FDA will require drug makers to research long-term opioid use
An update on a story we called "The Label." Last month, Bill Whitaker reported on how the Food and Drug Administration made a fateful decision and approved the use of prescription opioids "around the clock…for an extended period of time." This wording on the label came without any scientific evidence that opioids were safe and effective for more than short-term use. It gave Big Pharma a green light to push opioids to tens of millions of new patients nationwide.
Within days of the broadcast, FDA Commissioner Scott Gottlieb announced the FDA will require that manufacturers of opioids conduct long-term studies to determine the effectiveness of the drugs for chronic pain. The process will take years, but the results, said Dr. Gottlieb, "could lead to regulatory action to limit such use."
As part of our reporting over the past several months, 60 Minutes interviewed two physicians who have participated in the FDA Advisory Committee review process concerning opioids. Dr. Raeford Brown is an anesthesiologist from the University of Kentucky, and Dr. Lewis Nelson is chair of Emergency Medicine at Rutgers. Despite the FDA's labeling allowing opioids to be marketed for "daily, around-the-clock, long-term…treatment," neither physician believe opioids to be safe and effective for long-term use. Dr. Nelson says in the clip below that removing such use from the label would "definitely save lives."
60 Minutes also spoke to a chronic pain researcher and physician at the University of Michigan, Dr. Daniel Clauw, who was appointed to the US Department of Health and Human Services' Task Force on New Pain Management Best Practices, and has also been retained as an expert witness by the state of Oklahoma in its upcoming opioid litigation. He agrees that opioids are not suitable for long-term use, stating in the clip below that for the "overwhelming majority" of chronic pain patients, the drugs are neither safe nor beneficial. "I believe it was a mistake to approve opioids for chronic pain in the first place," he says. But he's concerned that a sudden change in policy that would restrict opioids could be "catastrophic" for some pain patients already on opioids. "It is a big mess."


Exercise description
Beginning with the line that contains "At what (x,y)" and ending with the line that contains "Image resolution: width=852", reproduce the lines of the entries below exactly, omitting pictures.

Material for this task

<<<<

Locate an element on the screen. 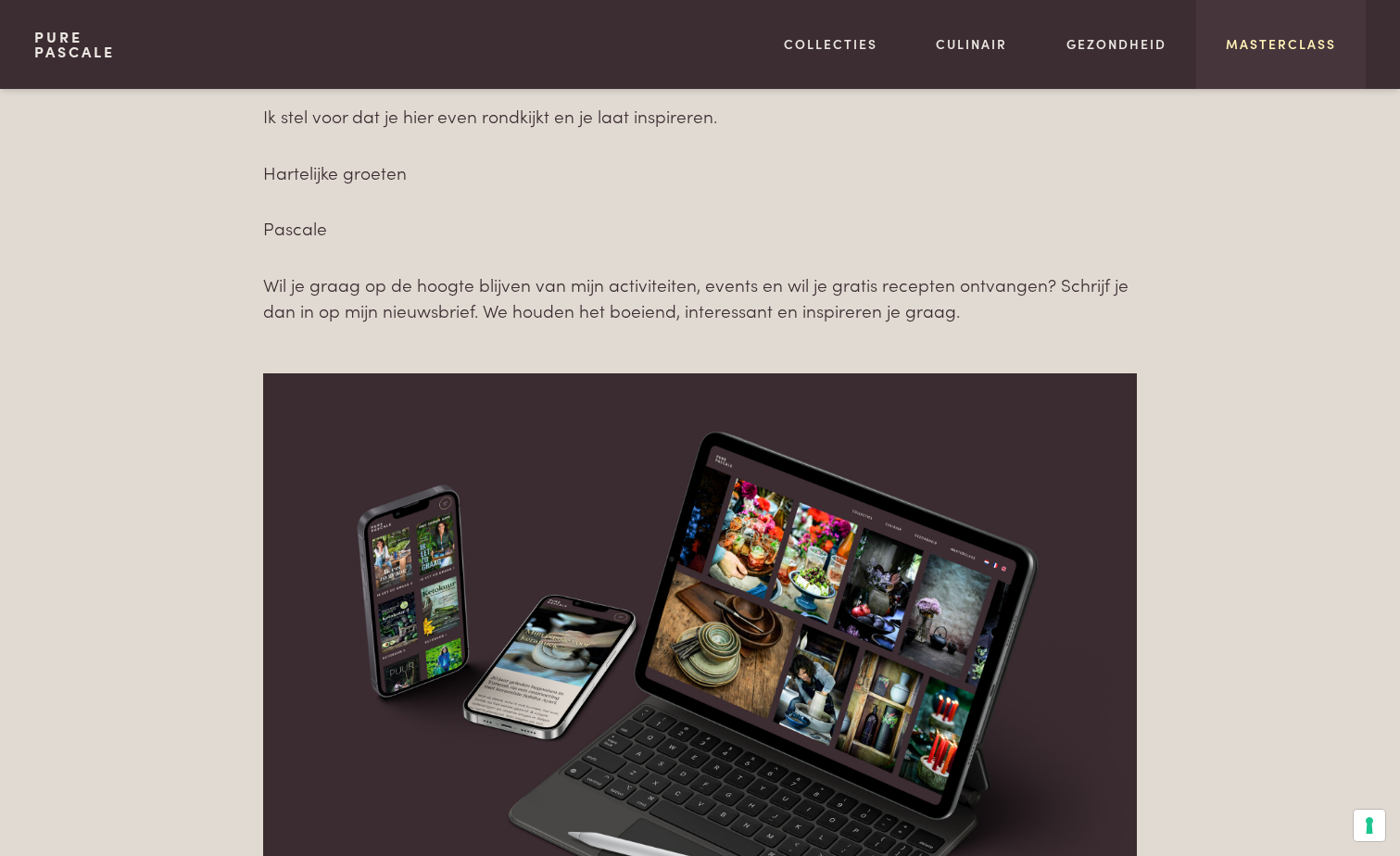 Image resolution: width=1400 pixels, height=856 pixels. a: Gezondheid is located at coordinates (1116, 44).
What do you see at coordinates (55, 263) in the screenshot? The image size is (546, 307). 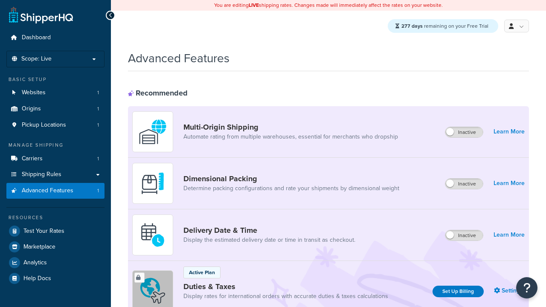 I see `a: Analytics` at bounding box center [55, 263].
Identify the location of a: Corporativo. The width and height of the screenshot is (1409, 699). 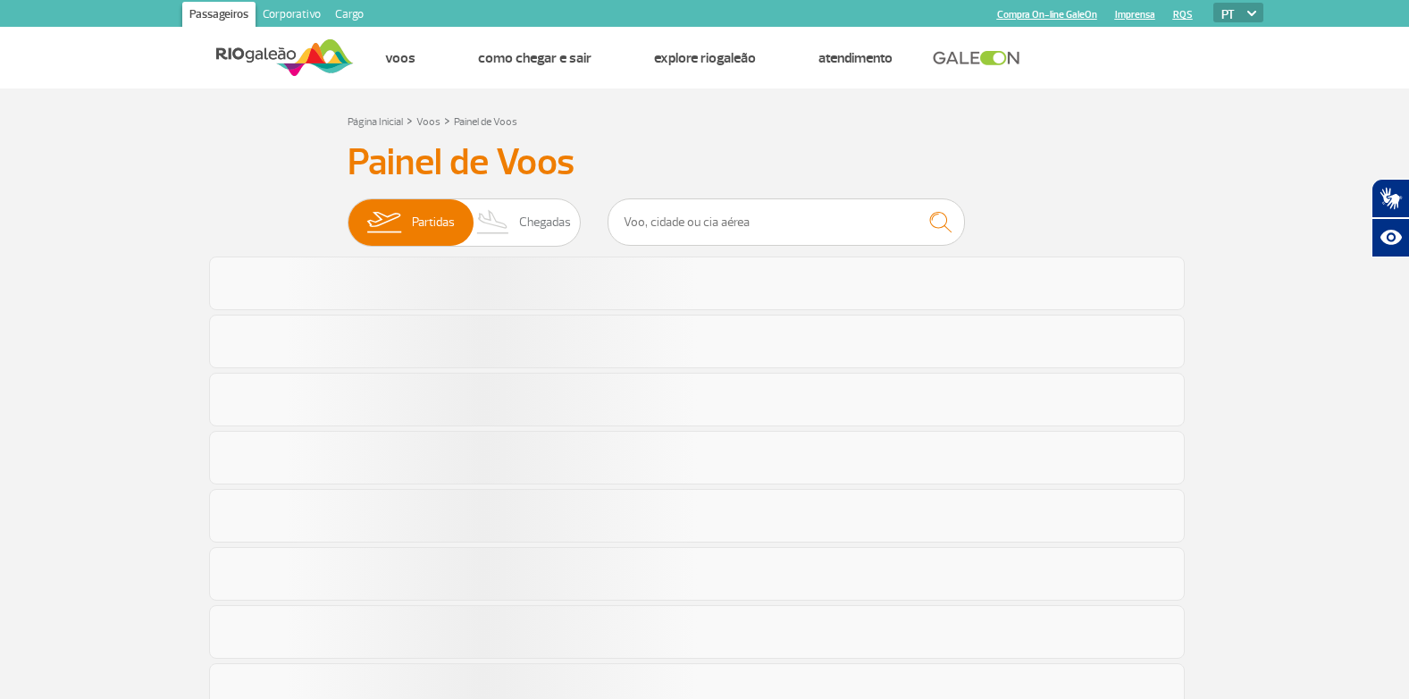
(291, 16).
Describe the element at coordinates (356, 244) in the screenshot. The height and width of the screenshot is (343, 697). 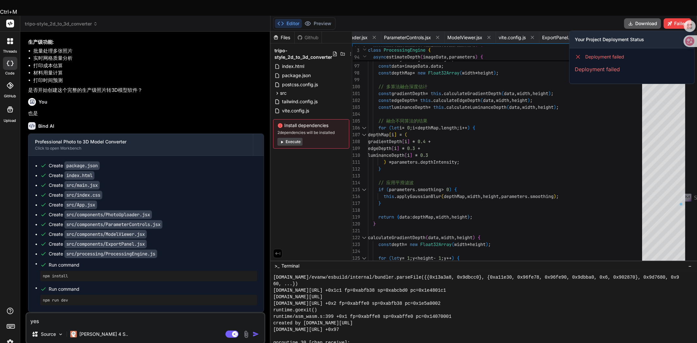
I see `div: 123` at that location.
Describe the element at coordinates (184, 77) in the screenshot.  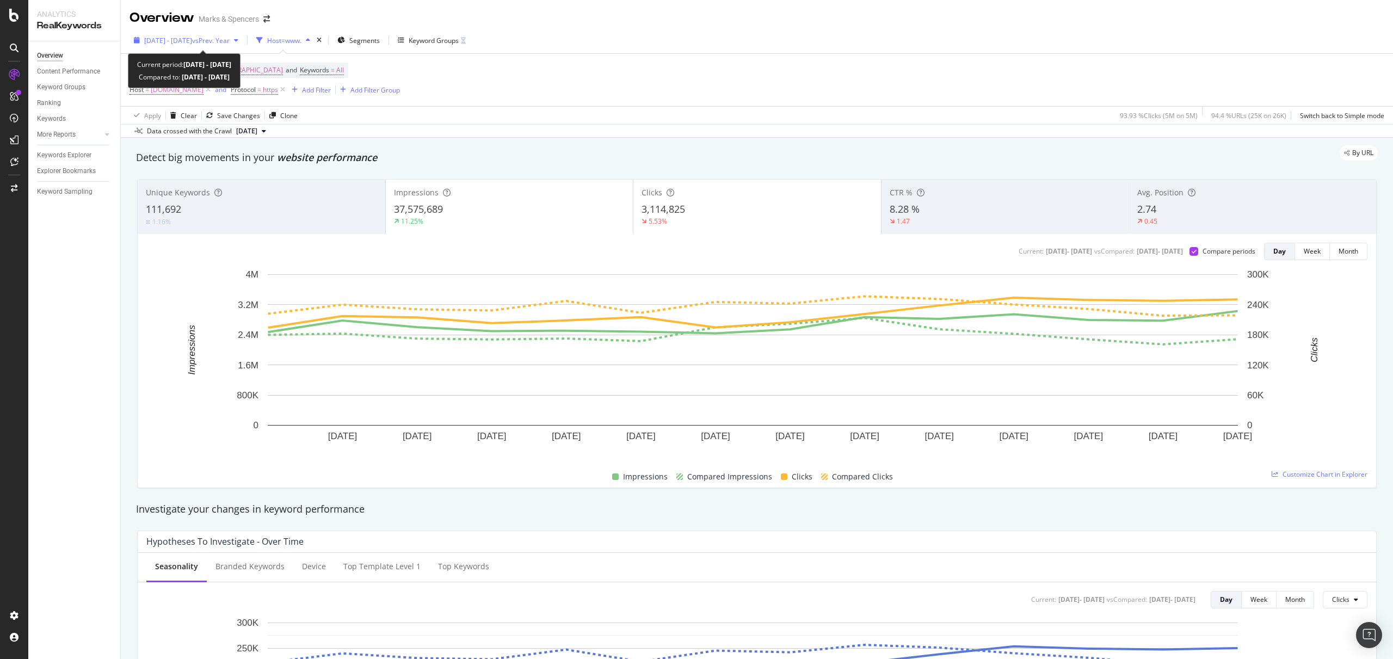
I see `div: Compared to:` at that location.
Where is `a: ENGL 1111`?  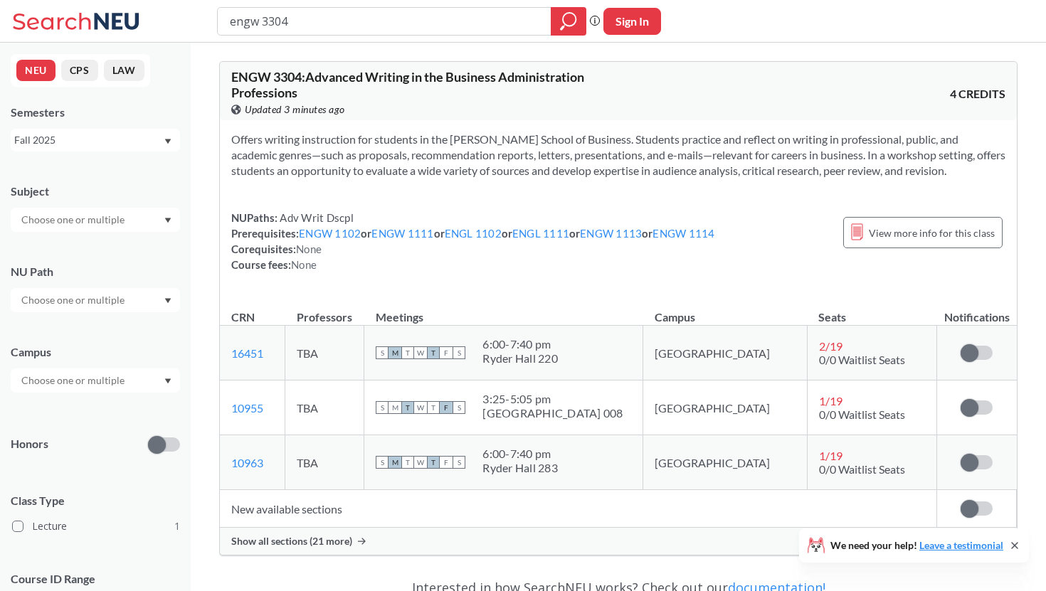
a: ENGL 1111 is located at coordinates (541, 233).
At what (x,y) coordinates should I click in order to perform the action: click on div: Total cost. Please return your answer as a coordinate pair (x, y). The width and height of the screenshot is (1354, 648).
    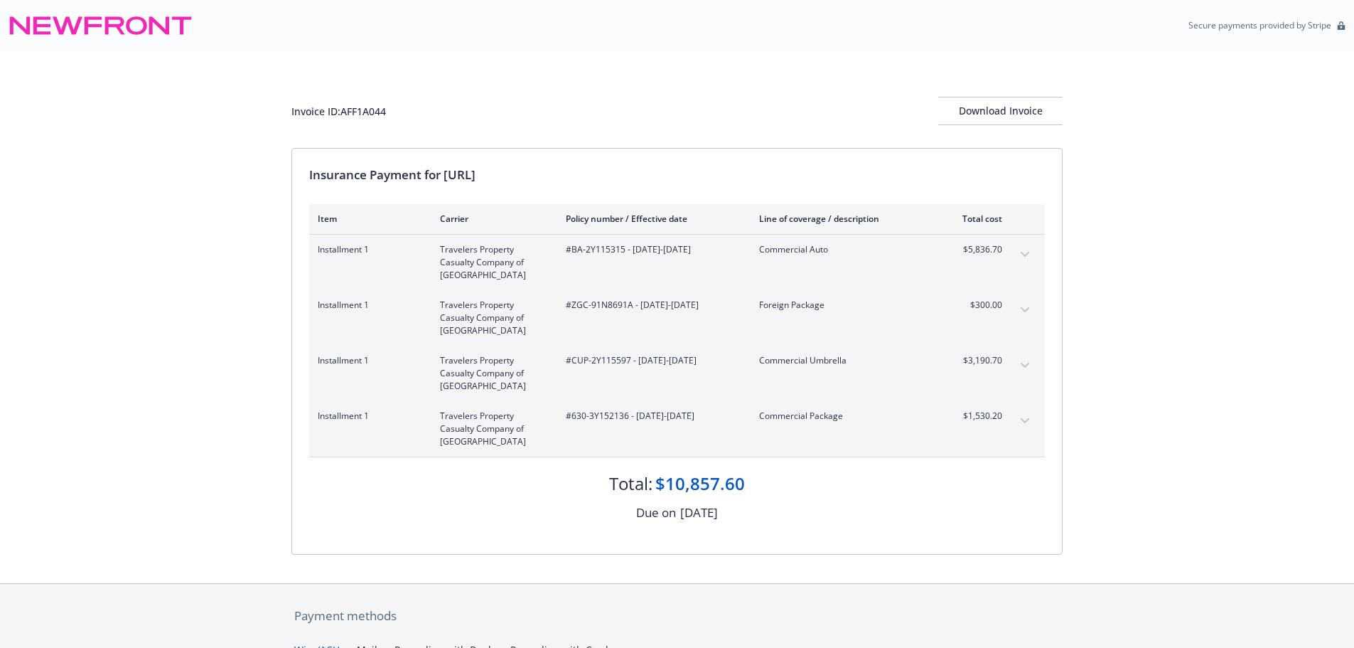
    Looking at the image, I should click on (975, 218).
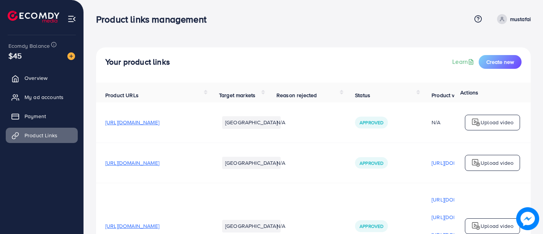  I want to click on span: Overview, so click(36, 78).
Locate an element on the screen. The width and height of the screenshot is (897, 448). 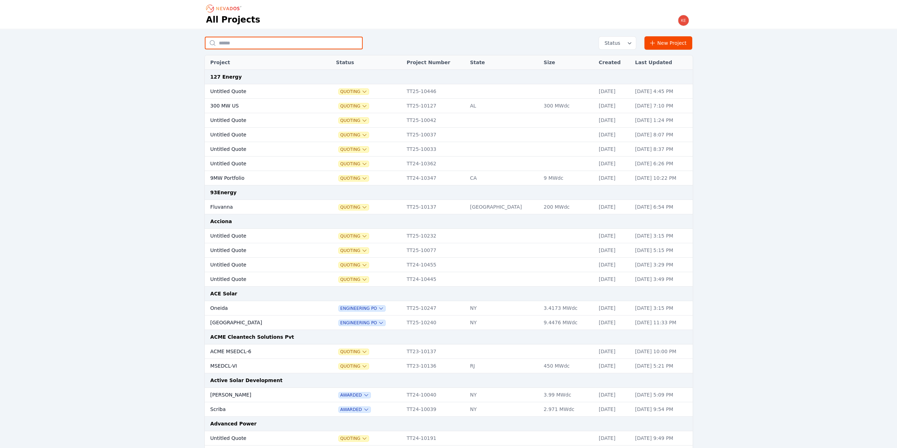
td: 3.99 MWdc is located at coordinates (568, 395).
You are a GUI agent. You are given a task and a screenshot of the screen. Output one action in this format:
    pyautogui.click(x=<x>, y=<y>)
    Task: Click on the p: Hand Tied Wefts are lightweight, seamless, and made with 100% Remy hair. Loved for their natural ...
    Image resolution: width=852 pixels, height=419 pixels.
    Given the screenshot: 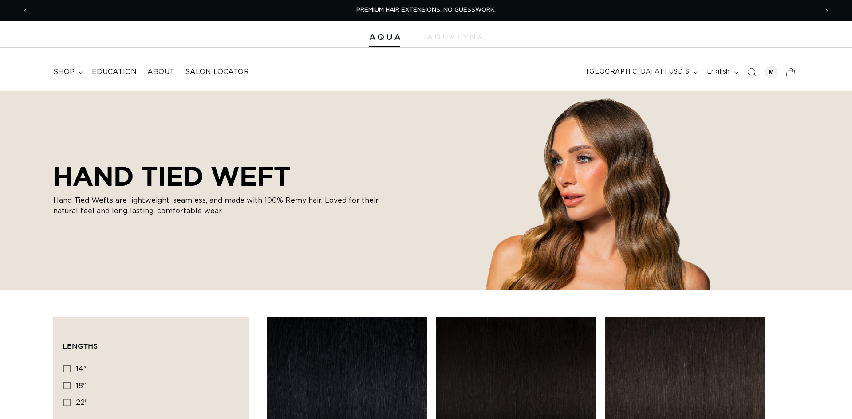 What is the action you would take?
    pyautogui.click(x=222, y=206)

>>>>

Answer box
At what (x,y) coordinates should I click in order to perform the action: click on div: Total cost. Please return your answer as a coordinate pair (x, y). The width and height of the screenshot is (1354, 648).
    Looking at the image, I should click on (975, 218).
  I want to click on span: Overview, so click(36, 78).
Locate an element on the screen. The width and height of the screenshot is (897, 448). 
td: 3.99 MWdc is located at coordinates (568, 395).
You are a GUI agent. You are given a task and a screenshot of the screen. Output one action in this format:
    pyautogui.click(x=<x>, y=<y>)
    Task: Click on the p: Hand Tied Wefts are lightweight, seamless, and made with 100% Remy hair. Loved for their natural ...
    Image resolution: width=852 pixels, height=419 pixels.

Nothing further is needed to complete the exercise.